On Sat, Mar 28, 2015 at 11:40 PM, Peter peter@pajamian.dhs.org wrote:
On 03/29/2015 09:32 AM, Carl George wrote:
https://gist.github.com/cgtx/b854281462a18007f509
If this looks familiar, it's because I used the IUS SafeRepo Initiative as a starting point. Please share your feedback and ideas.
Sure:
Must not have the same name as a stock distribution package.
Must not automatically install, upgrade, or replace stock distribution packages when the repository is enabled.
How do the above two rules affect a repository that is not enabled by default but would end up replacing stock packages if it is enabled by the user? As an example, this would happen with CentOS's own centosplus repository which is included in the centos-release package.
And Percona, and the mysql community repository, and RPMforge. RPMforge, I'm afraid, has become particularly perilous as it's become less maintained and components are now out of date (such as the Subversion packages I used to publish there.)
Don't get me going on JPackage, which seems to be quite idle now.
What about a 3rd-party group that distributes a .repo file with one repo that is enabled by default which is intended (by policy) to not replace stock packages, and another that comes disabled with explicit
Works for me!
instructions on how to enable it and use it (more or less) safely, the latter being intended to replace stock packages?
Especially if the packages can be roughly segregated: the maven suite, for instance, is quite large and interwoven with other Java based utilities and needs to be managed cautiously, or jpackage, which hasn't been noticeably udpated since.... Fedora 17.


▶ [Your objective]: I would like each line of the data that holds the word "pixels" copied out.

(Dataset rows for apps and sites)
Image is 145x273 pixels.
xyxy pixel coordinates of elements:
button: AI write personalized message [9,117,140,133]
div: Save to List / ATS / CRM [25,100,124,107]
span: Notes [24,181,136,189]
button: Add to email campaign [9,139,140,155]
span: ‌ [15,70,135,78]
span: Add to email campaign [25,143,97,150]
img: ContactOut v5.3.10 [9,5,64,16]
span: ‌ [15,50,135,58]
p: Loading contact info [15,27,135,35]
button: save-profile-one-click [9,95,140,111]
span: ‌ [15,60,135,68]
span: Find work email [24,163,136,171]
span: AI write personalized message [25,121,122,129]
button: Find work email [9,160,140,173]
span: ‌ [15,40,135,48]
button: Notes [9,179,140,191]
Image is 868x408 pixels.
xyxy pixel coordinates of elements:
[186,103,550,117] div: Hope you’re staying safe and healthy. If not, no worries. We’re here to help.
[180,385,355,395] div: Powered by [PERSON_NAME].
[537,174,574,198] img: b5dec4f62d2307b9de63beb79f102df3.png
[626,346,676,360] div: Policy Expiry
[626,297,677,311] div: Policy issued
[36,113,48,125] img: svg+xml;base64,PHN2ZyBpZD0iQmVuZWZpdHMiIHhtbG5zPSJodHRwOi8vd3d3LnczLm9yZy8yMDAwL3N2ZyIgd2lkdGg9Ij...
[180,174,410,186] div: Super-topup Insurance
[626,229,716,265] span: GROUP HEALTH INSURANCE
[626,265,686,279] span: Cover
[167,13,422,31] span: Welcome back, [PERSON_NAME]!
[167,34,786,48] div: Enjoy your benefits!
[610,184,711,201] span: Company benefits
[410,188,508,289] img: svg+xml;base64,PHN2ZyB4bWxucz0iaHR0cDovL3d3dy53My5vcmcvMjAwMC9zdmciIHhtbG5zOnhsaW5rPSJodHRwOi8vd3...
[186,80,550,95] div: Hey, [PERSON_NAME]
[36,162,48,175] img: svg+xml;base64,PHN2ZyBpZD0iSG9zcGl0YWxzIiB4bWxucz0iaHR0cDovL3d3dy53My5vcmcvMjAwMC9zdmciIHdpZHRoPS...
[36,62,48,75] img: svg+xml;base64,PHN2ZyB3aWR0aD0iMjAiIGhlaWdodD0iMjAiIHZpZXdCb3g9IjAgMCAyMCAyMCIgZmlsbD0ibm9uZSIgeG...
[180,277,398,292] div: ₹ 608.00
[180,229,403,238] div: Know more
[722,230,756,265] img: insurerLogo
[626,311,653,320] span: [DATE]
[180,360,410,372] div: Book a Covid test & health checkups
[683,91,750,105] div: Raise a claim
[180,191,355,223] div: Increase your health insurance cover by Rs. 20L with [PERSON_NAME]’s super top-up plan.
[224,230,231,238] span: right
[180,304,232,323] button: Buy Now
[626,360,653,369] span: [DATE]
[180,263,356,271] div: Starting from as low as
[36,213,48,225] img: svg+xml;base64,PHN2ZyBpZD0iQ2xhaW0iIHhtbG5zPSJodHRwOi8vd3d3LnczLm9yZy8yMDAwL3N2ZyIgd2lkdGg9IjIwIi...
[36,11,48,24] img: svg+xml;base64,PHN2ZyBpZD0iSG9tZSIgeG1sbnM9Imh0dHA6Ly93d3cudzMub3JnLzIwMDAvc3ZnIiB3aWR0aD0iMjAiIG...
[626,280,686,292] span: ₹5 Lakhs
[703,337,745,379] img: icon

▶ [Exercise response]:
Image is 145x273 pixels.
Image is 868x408 pixels.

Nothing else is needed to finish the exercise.